17 Feb 2016

Interrupted Cadences - Schumann

From Appointment, 7:00 pm on 17 February 2016

Robert Schumann and Clara Wieck became engaged in 1837. What if she had turned him down and pursued a professional career as a pianist?

What if …? John Drummond explores critical moments in the history of Western music when things might well have turned out very differently.

Robert Schumann

Robert Schumann Photo: Commons

Clara Schumann

Clara Schumann Photo: Commons

In April 1835, Clara Wieck returns to Leipzig from her latest concert tour. Suddenly, she has grown up. She isn’t a little girl any more. And she understands more about music than any other girl Robert Schumann’s ever met. On 13 September she has her sixteenth birthday - it is attended by Schumann and Mendelssohn. There is something about her, something special. In November, unexpectedly, Clara and Robert have their first kiss. From now on, everything is different.

Different, and complicated. Her father, and Robert’s teacher, Friedrich isn’t blind. He can see what is happening. And it is the last thing he wants to see happening. His daughter Clara is clearly enormously talented: she has a glittering career in front of her. She is the proof of his teaching skills. She is poised to break through into the rank of the great pianists. Robert, on the other hand, is a failed pianist of unreliable character, with no real prospects. And he suspects that Robert has further problems.

Robert and Clara are forbidden to meet, but manage to find such opportunities as they can, and they exchange letters in secret. Friedrich keeps Clara away on concert tours as much as he can. For eighteen months Robert and Clara scarcely meet at all - they manage to keep a clandestine correspondence going, with great difficulty.

Robert proposes by letter. How will she respond? Will she be willing to make the necessary huge sacrifice - the sacrifice of career and father, or will she abandon her love?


* **PROBLEM REQUIREMENTS**
Report how many lines below contain the word "this", giving the number and no other words.

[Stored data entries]
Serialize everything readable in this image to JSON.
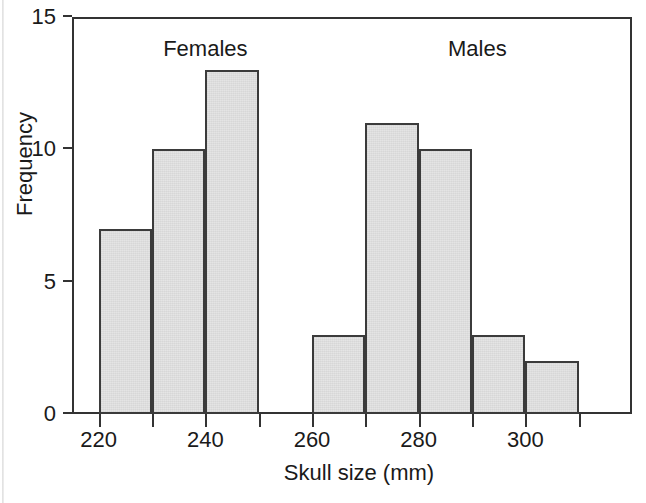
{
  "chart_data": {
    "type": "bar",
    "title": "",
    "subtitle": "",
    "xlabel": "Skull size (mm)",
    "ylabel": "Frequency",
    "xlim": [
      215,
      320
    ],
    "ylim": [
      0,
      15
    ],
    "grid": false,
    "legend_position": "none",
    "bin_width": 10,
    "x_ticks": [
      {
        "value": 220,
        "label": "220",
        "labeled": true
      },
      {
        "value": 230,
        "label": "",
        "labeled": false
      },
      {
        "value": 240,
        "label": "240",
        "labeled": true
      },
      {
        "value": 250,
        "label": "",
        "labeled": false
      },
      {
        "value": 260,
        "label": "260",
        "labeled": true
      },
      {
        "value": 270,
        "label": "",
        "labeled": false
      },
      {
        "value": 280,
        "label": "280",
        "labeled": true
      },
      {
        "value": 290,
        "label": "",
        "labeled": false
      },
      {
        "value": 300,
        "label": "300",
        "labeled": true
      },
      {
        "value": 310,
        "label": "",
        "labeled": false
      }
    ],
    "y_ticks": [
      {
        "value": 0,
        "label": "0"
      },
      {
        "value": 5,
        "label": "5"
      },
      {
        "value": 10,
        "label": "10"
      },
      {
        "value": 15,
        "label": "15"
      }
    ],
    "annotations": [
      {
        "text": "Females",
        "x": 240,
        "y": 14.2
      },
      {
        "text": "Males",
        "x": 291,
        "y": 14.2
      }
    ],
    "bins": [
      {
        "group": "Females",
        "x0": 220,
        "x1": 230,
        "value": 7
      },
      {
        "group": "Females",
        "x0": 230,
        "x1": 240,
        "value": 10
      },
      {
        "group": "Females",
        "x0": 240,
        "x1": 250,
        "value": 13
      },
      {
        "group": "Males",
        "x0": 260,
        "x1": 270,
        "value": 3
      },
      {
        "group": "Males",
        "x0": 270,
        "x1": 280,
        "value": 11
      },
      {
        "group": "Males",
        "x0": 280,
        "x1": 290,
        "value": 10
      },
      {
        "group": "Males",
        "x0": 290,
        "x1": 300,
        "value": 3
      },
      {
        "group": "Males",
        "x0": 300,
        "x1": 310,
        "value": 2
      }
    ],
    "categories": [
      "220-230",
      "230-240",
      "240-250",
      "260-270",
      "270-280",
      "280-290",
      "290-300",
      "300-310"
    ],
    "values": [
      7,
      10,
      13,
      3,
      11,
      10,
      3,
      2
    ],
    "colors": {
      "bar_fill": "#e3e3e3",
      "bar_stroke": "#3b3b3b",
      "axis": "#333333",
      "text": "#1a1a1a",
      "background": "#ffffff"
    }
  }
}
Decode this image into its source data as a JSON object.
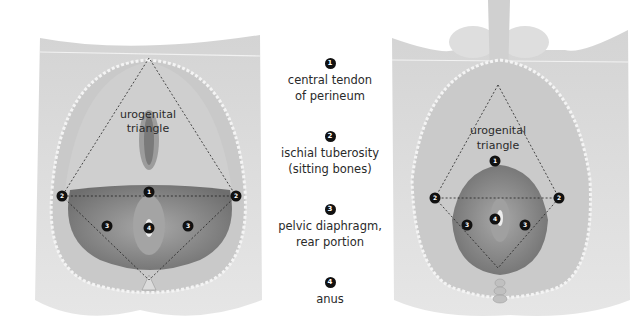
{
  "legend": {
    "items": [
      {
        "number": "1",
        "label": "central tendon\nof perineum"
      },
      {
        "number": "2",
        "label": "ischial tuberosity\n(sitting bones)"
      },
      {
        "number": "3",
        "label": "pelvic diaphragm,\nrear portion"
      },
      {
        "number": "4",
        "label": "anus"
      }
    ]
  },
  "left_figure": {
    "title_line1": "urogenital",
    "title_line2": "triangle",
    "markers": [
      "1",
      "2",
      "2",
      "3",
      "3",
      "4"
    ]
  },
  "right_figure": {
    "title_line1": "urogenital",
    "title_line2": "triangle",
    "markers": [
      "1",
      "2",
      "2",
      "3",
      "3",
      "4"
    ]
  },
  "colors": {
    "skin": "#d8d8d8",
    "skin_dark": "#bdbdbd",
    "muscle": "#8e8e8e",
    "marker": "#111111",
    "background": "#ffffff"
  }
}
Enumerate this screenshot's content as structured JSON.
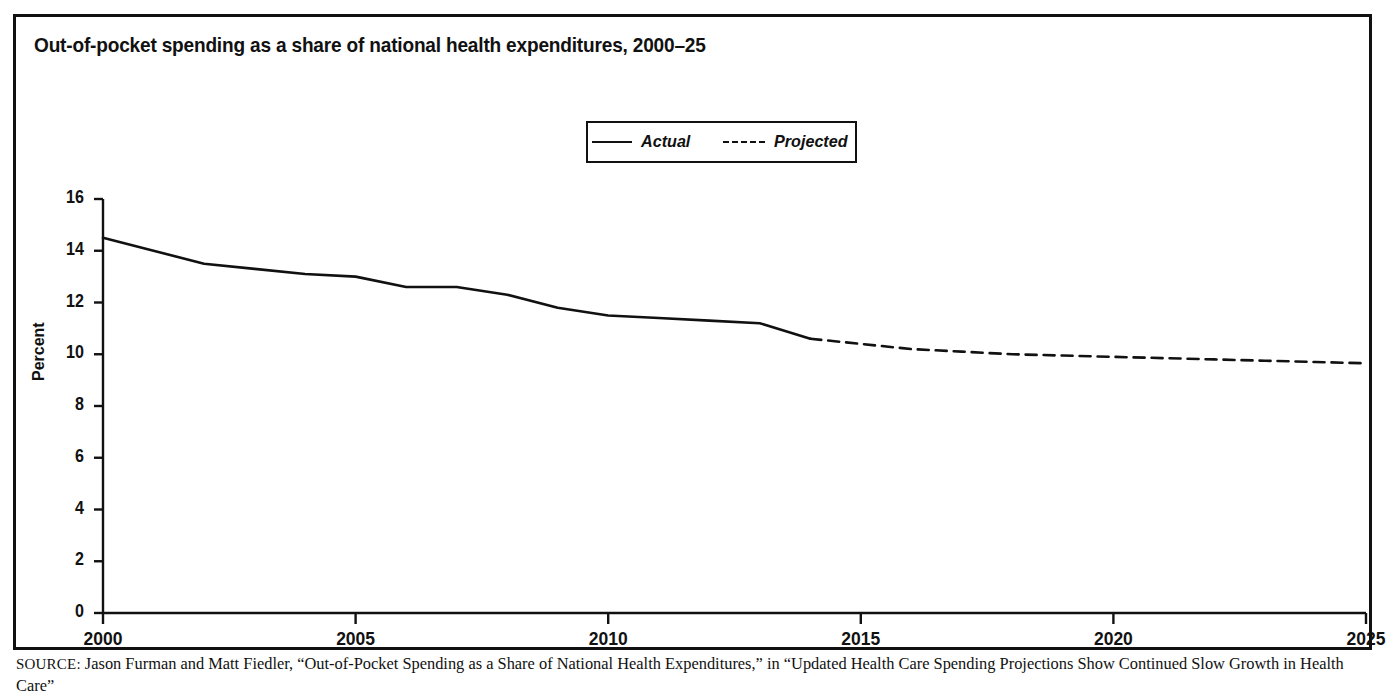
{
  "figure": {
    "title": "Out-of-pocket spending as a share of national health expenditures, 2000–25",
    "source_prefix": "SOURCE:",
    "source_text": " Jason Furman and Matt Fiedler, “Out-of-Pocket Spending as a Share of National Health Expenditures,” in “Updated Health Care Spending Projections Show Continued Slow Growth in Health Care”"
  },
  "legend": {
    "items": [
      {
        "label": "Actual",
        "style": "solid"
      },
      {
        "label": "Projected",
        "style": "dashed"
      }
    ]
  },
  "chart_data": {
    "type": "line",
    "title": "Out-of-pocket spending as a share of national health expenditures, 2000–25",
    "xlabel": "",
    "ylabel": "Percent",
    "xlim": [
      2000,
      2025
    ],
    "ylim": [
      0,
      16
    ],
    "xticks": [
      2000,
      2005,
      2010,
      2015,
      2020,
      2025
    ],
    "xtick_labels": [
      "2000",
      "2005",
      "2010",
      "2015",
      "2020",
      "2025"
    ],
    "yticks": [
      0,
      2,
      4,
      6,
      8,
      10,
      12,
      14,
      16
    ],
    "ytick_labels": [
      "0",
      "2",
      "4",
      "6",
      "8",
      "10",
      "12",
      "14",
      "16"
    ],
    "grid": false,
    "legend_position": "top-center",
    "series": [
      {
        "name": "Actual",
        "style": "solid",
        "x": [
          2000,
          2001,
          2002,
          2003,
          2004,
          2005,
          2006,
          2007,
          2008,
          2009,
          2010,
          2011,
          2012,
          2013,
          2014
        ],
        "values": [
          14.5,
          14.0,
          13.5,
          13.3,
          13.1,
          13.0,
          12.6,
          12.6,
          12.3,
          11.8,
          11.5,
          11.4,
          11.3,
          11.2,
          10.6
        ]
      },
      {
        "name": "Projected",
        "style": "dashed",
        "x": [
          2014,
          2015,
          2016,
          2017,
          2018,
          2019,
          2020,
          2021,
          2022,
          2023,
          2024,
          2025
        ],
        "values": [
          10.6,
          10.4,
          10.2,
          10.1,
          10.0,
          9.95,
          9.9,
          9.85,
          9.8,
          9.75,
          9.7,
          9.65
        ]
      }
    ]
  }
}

* **WRITTEN REPLY**
3